We'd pick for several hours, enough for two pies -- one for my friend's mom, one for my mom.
Then there was the third pie's worth, the ones that never made it into the buckets and went straight into our mouths!
Was driving on the Blue Ridge Parkway today and saw a lady picking some on the side of the road. Hope she enjoyed them
eppur_se_muova
(36,227 posts)Lucky! Wild blackberries are abundant around here, but sadly less than they used to be. Too much 'development' of late. It used to be almost any vacant lot or fallow field had plenty of blackberries, at least around the borders. Took very little time to fill a half-gallon jug if you knew where to look, and you could pick a couple of handfuls just walking home from school.

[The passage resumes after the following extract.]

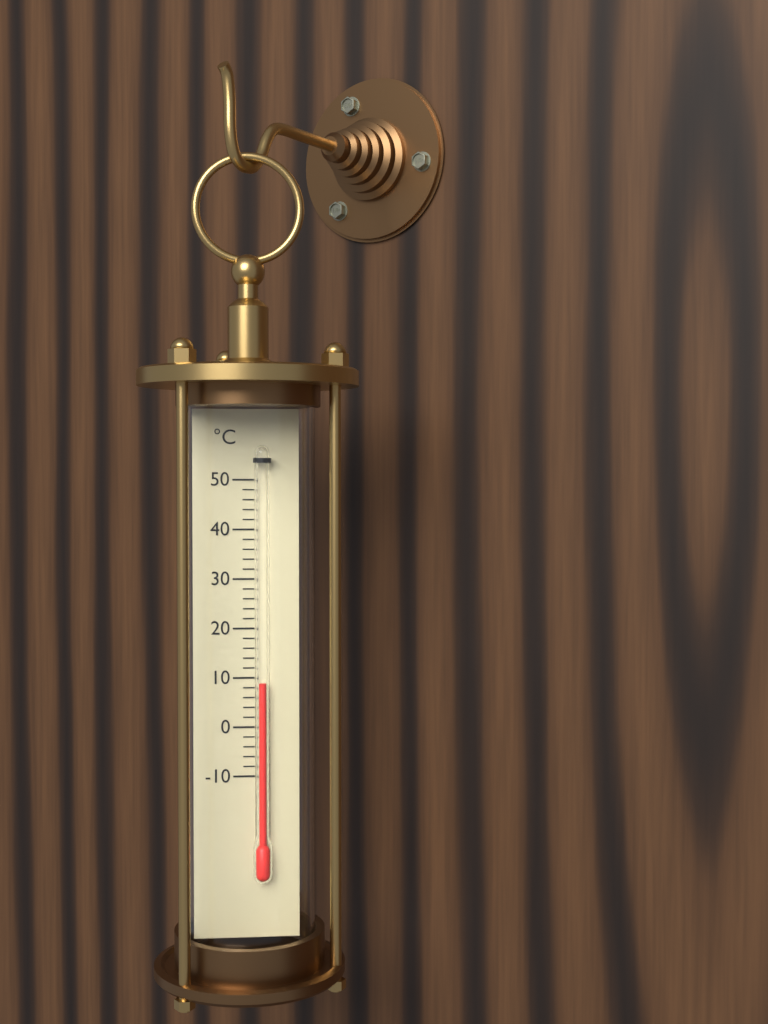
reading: 9 °C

I have seen a wild raspberry only once, and it was a black raspberry, a thing I did not know up until that moment even existed. But I do love raspberries, and I can testify that it tasted just like a raspberry should.
NNadir
(33,368 posts)...to see her sister.
She's reading a book on the history of African Americans in our town - going back to the time of Slavery in NJ (we were the last coastal State to emancipate slaves North of the Mason Dixon Line (excepting Delaware). The book covers NJ history through the mid-20th century however, and our African Americans played a huge role in our agricultural industry. Apparently, up to mid-century, NJ was NY Cities Answer to the role played by the San Joaquin Valley to LA/San Francisco. That was the time New Jersey became known as the "Garden State," which used to get a laugh from me when I was a stupid kid growing up on Long Island, because I perceived NJ as a giant oil refinery.

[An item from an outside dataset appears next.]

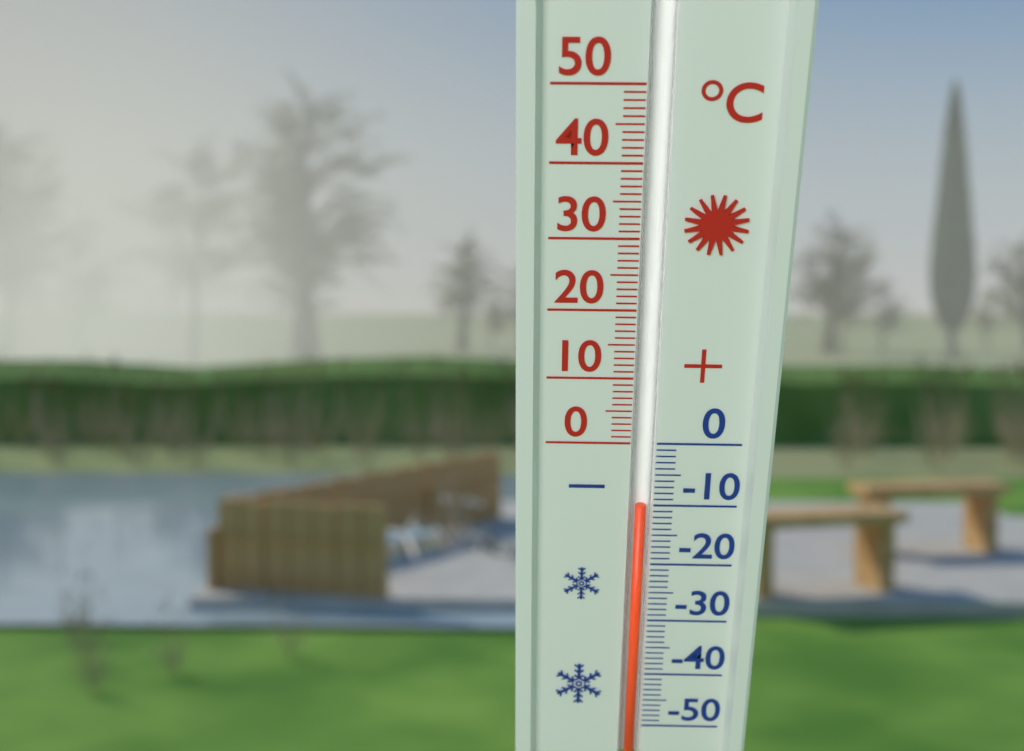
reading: -10 °C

We still have considerable farmland, and large rural areas. Rutgers, our State University, is well respected in agricultural research. We are large producers of cranberries, blueberries, peaches, the famous "Jersey Tomato" and other small market crops.
I will say, regrettably, that we are losing farm houses to suburban tracts of poorly constructed McMansions. My town, which was historically successful at resisting huge development is among those changing.
My little lot is as wild as I am allowed to get away with though. I cannot grow vegetables except on my Deck, because of our deer overpopulation problem, but I do grow lots of "Jersey Tomatoes, Basil, and other herbs and peppers.
The deer don't seem to eat the raspberries, because of the thorns, I guess.